Willie Cunningham is a successful, syndicated, talk radio host with his roots in Cincinnati. Yesterday he prompted an embarrassed John McCain to disavow Cunningham's remarks about Obama. This is just the latest media stench.
Cunningham, for those of you unfamiliar with him, is a lawyer. His radio program is a disturbing combination of over the top confrontational rhetoric, shocking metaphors and a high energy, unapologetic attack on anybody or anything Willie wants to rant about.
Quite frankly, his celebrity perplexes me. At first he was amusing because he was loud and obnoxious, and occasionally funny. He lost funny.
But Cunningham is not the only culprit out there who is crippling our nation's ability to have civil debate. Hannity and Colmes, the highly rated cable program, often encourages its guests to talk over each other, in angry tones, so much so that the cacophony makes me scramble for the handle on my lazy boy in a fast fumble to find the mute button.
Rush Limbaugh, the most successful talk radio host in America, has developed an angry tone to his voice which is taken to the next level by Michael Savage who ends up screaming before he ends half of his segments.
The typically liberal main stream media outlets are no better. Their editors yawn as they pass over stories about policy differences between candidates but scramble to out do each other the minute an unflattering picture surfaces.
The danger we face in this environment is losing sight of issues and values which are truly important to American families. This danger is not lost on the American public.
Perhaps that is one reason why the "Cool Hand Barack" approach of Senator Obama is attracting so many voters who have chosen not to be a part of the process before now.
Other than those Americans who enjoy the blood sport of politics, many new voters are expressing a much more widely held desire for America to stop making nasty over our differences, and to start making nice over our common goals and beliefs.
Now don't get me wrong, on policy Obama is not my first choice for president. But he does represent, as the Cunningham incident highlights, that for most Americans its not the color or gender or policies of politics which have to change, but it is most definitely the tone of politics which determines whether we reach for the mute button, or turn the volume up.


## Exercise goal
Look through the material below. Copy every line with the string "figure" in it.

## Material shown
Content starts
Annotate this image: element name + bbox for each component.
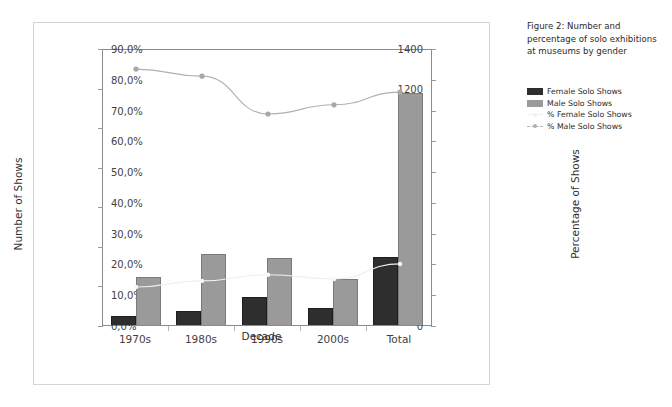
tick-mark — [431, 295, 436, 296]
legend-label: % Female Solo Shows — [547, 109, 632, 121]
bar-group-total — [365, 50, 431, 325]
legend-label: Male Solo Shows — [547, 98, 612, 110]
bar-female-total — [373, 257, 398, 325]
bar-female-1980s — [176, 311, 201, 325]
bar-group-2000s — [300, 50, 366, 325]
bar-group-1970s — [103, 50, 169, 325]
legend-line-icon — [527, 111, 543, 118]
legend-line-icon — [527, 123, 543, 130]
y-axis-title-right: Percentage of Shows — [569, 149, 581, 259]
x-axis-title: Decade — [34, 330, 489, 342]
bars-layer — [103, 50, 431, 325]
chart-frame: Number of Shows Percentage of Shows 0200… — [33, 22, 490, 385]
legend-item-3[interactable]: % Male Solo Shows — [527, 121, 667, 133]
tick-mark — [431, 111, 436, 112]
legend-label: Female Solo Shows — [547, 86, 622, 98]
y-axis-title-left: Number of Shows — [12, 157, 24, 250]
legend-item-2[interactable]: % Female Solo Shows — [527, 109, 667, 121]
tick-mark — [431, 264, 436, 265]
tick-mark — [431, 234, 436, 235]
chart-legend: Female Solo ShowsMale Solo Shows% Female… — [527, 86, 667, 132]
tick-mark — [431, 203, 436, 204]
legend-item-1[interactable]: Male Solo Shows — [527, 98, 667, 110]
tick-mark — [431, 49, 436, 50]
tick-mark — [431, 80, 436, 81]
bar-female-1970s — [111, 316, 136, 325]
legend-item-0[interactable]: Female Solo Shows — [527, 86, 667, 98]
legend-marker-dot-icon — [533, 124, 537, 128]
figure-container: Number of Shows Percentage of Shows 0200… — [0, 0, 672, 407]
bar-male-1980s — [201, 254, 226, 325]
bar-male-1970s — [136, 277, 161, 325]
plot-area: 0200400600800100012001400 0,0%10,0%20,0%… — [102, 49, 432, 326]
bar-male-total — [398, 93, 423, 325]
bar-male-1990s — [267, 258, 292, 325]
bar-group-1980s — [169, 50, 235, 325]
legend-label: % Male Solo Shows — [547, 121, 622, 133]
legend-swatch-icon — [527, 100, 543, 107]
tick-mark — [431, 141, 436, 142]
bar-female-2000s — [308, 308, 333, 325]
legend-swatch-icon — [527, 88, 543, 95]
tick-mark — [431, 172, 436, 173]
figure-caption: Figure 2: Number and percentage of solo … — [527, 20, 663, 58]
bar-female-1990s — [242, 297, 267, 325]
legend-marker-dot-icon — [533, 113, 537, 117]
bar-group-1990s — [234, 50, 300, 325]
bar-male-2000s — [333, 279, 358, 325]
Content ends
## Task response
figure-container: Number of Shows Percentage of Shows 0200… — [0, 0, 672, 407]
figure-caption: Figure 2: Number and percentage of solo … — [527, 20, 663, 58]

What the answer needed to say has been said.